SSWR 2024 Poster Gallery: as a registered in-person and virtual attendee, you have access to the virtual Poster Gallery which includes only the posters that elected to present virtually. The rest of the posters are presented in-person in the Poster/Exhibit Hall located in Marquis BR Salon 6, ML 2. The access to the Poster Gallery will be available via the virtual conference platform the week of January 11. You will receive an email with instructions how to access the virtual conference platform.

287 The Future Is Here - It Is Just Not Evenly Distributed. Lessons and Recommendations from the Social Work Health Futures Lab - a National Project of the Robert Wood Johnson Foundation

Schedule:
Sunday, January 14, 2024: 8:00 AM-9:30 AM
Capitol, ML 4 (Marriott Marquis Washington DC)
Cluster:
Organizer:
Laura Nissen, PhD, Portland State University
Speakers/Presenters:
Laura Nissen, PhD, Portland State University, Rachael Dietkus, MSW, LCSW, United States Digital Service and Jimmy Young, PhD, MSW, MPA, California State University San Marcos
The future is a place that social work cares about and commits to with its vision and practice. Yet too often, the profession finds itself in a reactive mode to social changes rather than fully engaged as a co-creator of the future.

How are contemporary issues such as poverty, democracy, health and equity changing and evolving? Is social work as a profession embracing and seeking to understand grand shifts in central dimensions of practice such as the role of technology, or the role of climate change - not as optional practice interests but as fundamental shifts in the practice ecosystem? How do social workers deal with intensifying and rapidly appearing changes in the practice, policy and research ecosystem of the profession - particularly as they relate to the future of health, equity and well-being?

Over the last several years, a group of social workers and social work scholars have gathered in a national fellowship called the Social Work Health Futures Lab funded by the Robert Wood Johnson Foundation to explore these and other questions, as well as to learn about and experiment with "foresight practice." Foresight practice is an action-oriented evolution of futures studies - involving a rigorous, transdisciplinary approach to the future. This approach is made up of global practice community that exists across the public and private sectors and through innumerable disciplines and focal areas - until recently - excluding social work.

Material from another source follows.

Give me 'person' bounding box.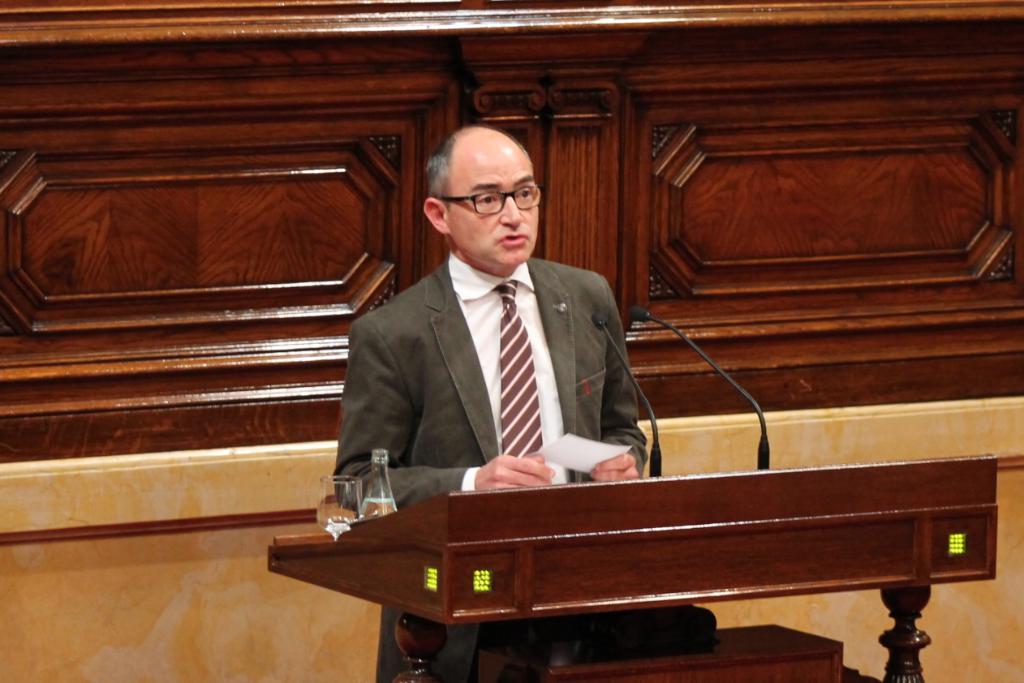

The work of the SWHFL considered the utility and ethical viability of the theories and frameworks of foresight for social work. Finding an intellectual home in critical and participatory foresight with strong alliance with such foresight expressions as Afrofuturism, feminist futures, Queer futures and others - the group considered the political and constructed nature of the future, the role of imagination and power, and how foresight intersects with and yet is distinct from social work in numerous ways. Our work demonstrated that social work can simultaneously be enhanced by foresight with its practical and theoretical considerations of how to co-create the future we want more effectively - and enhance foresight itself with our unique value base and focus on social justice and equity.

Activities included obtaining foresight training, learning from futurists and foresight practitioners from around the world, experimenting with foresight tools applied to issues of focus regarding human rights, health and health equity futures, and producing a framework distinct to what we believe is a useful and necessary set of ideas to help guide the social work profession of the future based on our work. Collectively, we believe that critical foresight can and should be a core aspect of social work practice, education and research in the future - better preparing social workers in future generations to be more successful change agents and actors in a future that may look very different than the one that exists today.

This workshop will share evaluations, reflections and lessons learned from this effort as well as plans for the future of this work in the profession.